‘Second Parents’: Joining the Family
4 Stars
A lot of companies cranking out shitty step/sibling/step-parent family porn are just paying lip service to the idea that intrafamily sex is sexy and something to jack off to, but almost all of them are failing to put any real effort or time into setting up the necessary tension and emotional drama to give the situation any real weight. They put two people in a room, have one of them proposition the other and have the other say wait, this is wrong, and then they’re off to the races. Bree Mills and Craven Moorehead take their time, let the situation develop, create mood and tension, and allow their actors to do the same. Also, maybe more importantly, they don’t give you a situation that’s immediately readable at first glance. When Carter Cruise`s best friend Khloe Kapri joins the family for a holiday weekend before the girls go off to college, we don’t know who’s going to get inappropriately fucked by who. There could be any number of combinations here, but we’re better than fifteen minutes into the movie before there’s any definitive hints as to where it’s headed, much less any nudity or sex. Before that, it’s just ominous music, occasional comments, and the certain knowledge that because it’s family porn, someone is going to end up getting fucked, and maybe crying.
In this case, it’s Khloe, who is so close to the family that they call her their second daughter. She’s a perky blonde who has known them forever, and when she has a bad dream, Ryan Keely and Tommy Gunn come to her rescue. Well, in a way. They bring her a glass of water, pet her hair, cuddle her, and then team up to get her pajamas off her and get Daddy inside her. All of this happens in almost dead silence; they never, as so many porn movies do, abandon the artistic conceit that their scene is real and that the details matter — their daughter is in the next room, probably listening, and they have to at least try to be discreet. The silence and the whispering, and the eventual climactic failure to maintain it, are that much hotter for being so intense.
The second vignette — The Fosters — is a little less subtle. It gives itself away from the very beginning, partly because of the presence of Charles Dera, who has turned into an almost literal caricature; with his gravelly voice, unsubtle eyebrow activity and definitively pornstar moustache, he’s a front-loaded cartoon of sleaziness. I don’t know if he’s acting or what, but he didn’t used to be this way. He was previously best known for being able to come twice in a short span, but he seems to have redefined himself. He’s joined by a newly and shockingly blonde India Summer, who matches him for creepiness in this scene as soon as she says, about their fostering of Elsa Jean as they welcome her to the family, “I think this is God’s plan.?”. To be sure, there has never been a porn movie in which anyone ever gave Christian theology any sincere consideration, but usually it?s just titillatingly taboo, not disturbingly itchy. That kind of effect is usually reserved for zealots in real life. If your fetish involves the Bible, though, wait for the Bible reading by Dera.
Given that Moorehead and Mills are taking their cues from The Handmaid’s Tale — and I honestly dread the day that a porn company finds the gumption to introduce a version of that to the world — it’s no wonder that Elsa Jean is having nightmares in her new house. She sits through the Bible readings, listens to the moralizing, hears her new family fucking and talking about how much they’re going to enjoy her, and wakes up thrashing to find them waiting for her to join them in bed. After that, the scene proceeds without much in the way of surprise or acting, except that Elsa Jean, who has up to now played the part of a withdrawn, possibly slightly autistic child, reveals a certain amount of the saucy, dangerous coquette that we know has had trouble with previous foster families. It’s more in-your-face and less nuanced than Second Parents, but it might still be your jam.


*What is being asked*.
Extract every record, exactly as written, and ignore the pictures.

Figure collection entries
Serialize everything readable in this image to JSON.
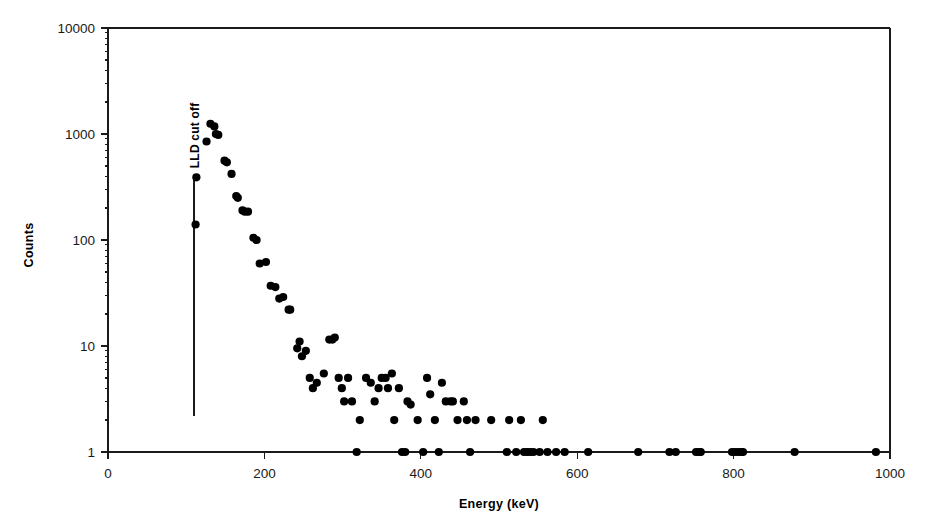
{
  "chart_data": {
    "type": "scatter",
    "title": "",
    "xlabel": "Energy (keV)",
    "ylabel": "Counts",
    "xlim": [
      0,
      1000
    ],
    "ylim": [
      1,
      10000
    ],
    "yscale": "log",
    "xscale": "linear",
    "grid": false,
    "legend": null,
    "xticks": [
      0,
      200,
      400,
      600,
      800,
      1000
    ],
    "xtick_labels": [
      "0",
      "200",
      "400",
      "600",
      "800",
      "1000"
    ],
    "yticks": [
      1,
      10,
      100,
      1000,
      10000
    ],
    "ytick_labels": [
      "1",
      "10",
      "100",
      "1000",
      "10000"
    ],
    "marker": "filled-circle",
    "marker_color": "#000000",
    "marker_size": 7,
    "annotations": [
      {
        "name": "lld-cut-off",
        "text": "LLD cut off",
        "rotation": -90,
        "line_x": 110,
        "line_y_from": 2.2,
        "line_y_to": 400
      }
    ],
    "points": [
      [
        112,
        140
      ],
      [
        113,
        390
      ],
      [
        126,
        850
      ],
      [
        131,
        1250
      ],
      [
        136,
        1180
      ],
      [
        138,
        1000
      ],
      [
        141,
        980
      ],
      [
        149,
        560
      ],
      [
        152,
        540
      ],
      [
        158,
        420
      ],
      [
        164,
        260
      ],
      [
        166,
        250
      ],
      [
        172,
        190
      ],
      [
        175,
        185
      ],
      [
        179,
        185
      ],
      [
        186,
        105
      ],
      [
        190,
        100
      ],
      [
        194,
        60
      ],
      [
        202,
        62
      ],
      [
        208,
        37
      ],
      [
        214,
        36
      ],
      [
        219,
        28
      ],
      [
        224,
        29
      ],
      [
        231,
        22
      ],
      [
        233,
        22
      ],
      [
        242,
        9.5
      ],
      [
        245,
        11
      ],
      [
        248,
        8
      ],
      [
        253,
        9
      ],
      [
        258,
        5
      ],
      [
        262,
        4
      ],
      [
        267,
        4.5
      ],
      [
        276,
        5.5
      ],
      [
        283,
        11.5
      ],
      [
        287,
        11.5
      ],
      [
        290,
        12
      ],
      [
        295,
        5
      ],
      [
        299,
        4
      ],
      [
        302,
        3
      ],
      [
        307,
        5
      ],
      [
        312,
        3
      ],
      [
        318,
        1
      ],
      [
        322,
        2
      ],
      [
        330,
        5
      ],
      [
        336,
        4.5
      ],
      [
        341,
        3
      ],
      [
        346,
        4
      ],
      [
        350,
        5
      ],
      [
        355,
        5
      ],
      [
        358,
        4
      ],
      [
        363,
        5.5
      ],
      [
        366,
        2
      ],
      [
        372,
        4
      ],
      [
        376,
        1
      ],
      [
        380,
        1
      ],
      [
        383,
        3
      ],
      [
        387,
        2.8
      ],
      [
        396,
        2
      ],
      [
        403,
        1
      ],
      [
        408,
        5
      ],
      [
        412,
        3.5
      ],
      [
        418,
        2
      ],
      [
        423,
        1
      ],
      [
        427,
        4.5
      ],
      [
        432,
        3
      ],
      [
        438,
        3
      ],
      [
        441,
        3
      ],
      [
        447,
        2
      ],
      [
        455,
        3
      ],
      [
        459,
        2
      ],
      [
        463,
        1
      ],
      [
        470,
        2
      ],
      [
        490,
        2
      ],
      [
        510,
        1
      ],
      [
        513,
        2
      ],
      [
        522,
        1
      ],
      [
        528,
        2
      ],
      [
        532,
        1
      ],
      [
        536,
        1
      ],
      [
        540,
        1
      ],
      [
        544,
        1
      ],
      [
        552,
        1
      ],
      [
        556,
        2
      ],
      [
        562,
        1
      ],
      [
        573,
        1
      ],
      [
        584,
        1
      ],
      [
        614,
        1
      ],
      [
        678,
        1
      ],
      [
        718,
        1
      ],
      [
        726,
        1
      ],
      [
        752,
        1
      ],
      [
        756,
        1
      ],
      [
        758,
        1
      ],
      [
        798,
        1
      ],
      [
        802,
        1
      ],
      [
        806,
        1
      ],
      [
        810,
        1
      ],
      [
        812,
        1
      ],
      [
        878,
        1
      ],
      [
        982,
        1
      ]
    ]
  },
  "colors": {
    "marker": "#000000",
    "axis": "#1a1a1a",
    "background": "#ffffff"
  }
}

*Task solution*.
Serialize everything readable in this image to JSON.
{
  "chart_data": {
    "type": "scatter",
    "title": "",
    "xlabel": "Energy (keV)",
    "ylabel": "Counts",
    "xlim": [
      0,
      1000
    ],
    "ylim": [
      1,
      10000
    ],
    "yscale": "log",
    "xscale": "linear",
    "grid": false,
    "legend": null,
    "xticks": [
      0,
      200,
      400,
      600,
      800,
      1000
    ],
    "xtick_labels": [
      "0",
      "200",
      "400",
      "600",
      "800",
      "1000"
    ],
    "yticks": [
      1,
      10,
      100,
      1000,
      10000
    ],
    "ytick_labels": [
      "1",
      "10",
      "100",
      "1000",
      "10000"
    ],
    "marker": "filled-circle",
    "marker_color": "#000000",
    "marker_size": 7,
    "annotations": [
      {
        "name": "lld-cut-off",
        "text": "LLD cut off",
        "rotation": -90,
        "line_x": 110,
        "line_y_from": 2.2,
        "line_y_to": 400
      }
    ],
    "points": [
      [
        112,
        140
      ],
      [
        113,
        390
      ],
      [
        126,
        850
      ],
      [
        131,
        1250
      ],
      [
        136,
        1180
      ],
      [
        138,
        1000
      ],
      [
        141,
        980
      ],
      [
        149,
        560
      ],
      [
        152,
        540
      ],
      [
        158,
        420
      ],
      [
        164,
        260
      ],
      [
        166,
        250
      ],
      [
        172,
        190
      ],
      [
        175,
        185
      ],
      [
        179,
        185
      ],
      [
        186,
        105
      ],
      [
        190,
        100
      ],
      [
        194,
        60
      ],
      [
        202,
        62
      ],
      [
        208,
        37
      ],
      [
        214,
        36
      ],
      [
        219,
        28
      ],
      [
        224,
        29
      ],
      [
        231,
        22
      ],
      [
        233,
        22
      ],
      [
        242,
        9.5
      ],
      [
        245,
        11
      ],
      [
        248,
        8
      ],
      [
        253,
        9
      ],
      [
        258,
        5
      ],
      [
        262,
        4
      ],
      [
        267,
        4.5
      ],
      [
        276,
        5.5
      ],
      [
        283,
        11.5
      ],
      [
        287,
        11.5
      ],
      [
        290,
        12
      ],
      [
        295,
        5
      ],
      [
        299,
        4
      ],
      [
        302,
        3
      ],
      [
        307,
        5
      ],
      [
        312,
        3
      ],
      [
        318,
        1
      ],
      [
        322,
        2
      ],
      [
        330,
        5
      ],
      [
        336,
        4.5
      ],
      [
        341,
        3
      ],
      [
        346,
        4
      ],
      [
        350,
        5
      ],
      [
        355,
        5
      ],
      [
        358,
        4
      ],
      [
        363,
        5.5
      ],
      [
        366,
        2
      ],
      [
        372,
        4
      ],
      [
        376,
        1
      ],
      [
        380,
        1
      ],
      [
        383,
        3
      ],
      [
        387,
        2.8
      ],
      [
        396,
        2
      ],
      [
        403,
        1
      ],
      [
        408,
        5
      ],
      [
        412,
        3.5
      ],
      [
        418,
        2
      ],
      [
        423,
        1
      ],
      [
        427,
        4.5
      ],
      [
        432,
        3
      ],
      [
        438,
        3
      ],
      [
        441,
        3
      ],
      [
        447,
        2
      ],
      [
        455,
        3
      ],
      [
        459,
        2
      ],
      [
        463,
        1
      ],
      [
        470,
        2
      ],
      [
        490,
        2
      ],
      [
        510,
        1
      ],
      [
        513,
        2
      ],
      [
        522,
        1
      ],
      [
        528,
        2
      ],
      [
        532,
        1
      ],
      [
        536,
        1
      ],
      [
        540,
        1
      ],
      [
        544,
        1
      ],
      [
        552,
        1
      ],
      [
        556,
        2
      ],
      [
        562,
        1
      ],
      [
        573,
        1
      ],
      [
        584,
        1
      ],
      [
        614,
        1
      ],
      [
        678,
        1
      ],
      [
        718,
        1
      ],
      [
        726,
        1
      ],
      [
        752,
        1
      ],
      [
        756,
        1
      ],
      [
        758,
        1
      ],
      [
        798,
        1
      ],
      [
        802,
        1
      ],
      [
        806,
        1
      ],
      [
        810,
        1
      ],
      [
        812,
        1
      ],
      [
        878,
        1
      ],
      [
        982,
        1
      ]
    ]
  },
  "colors": {
    "marker": "#000000",
    "axis": "#1a1a1a",
    "background": "#ffffff"
  }
}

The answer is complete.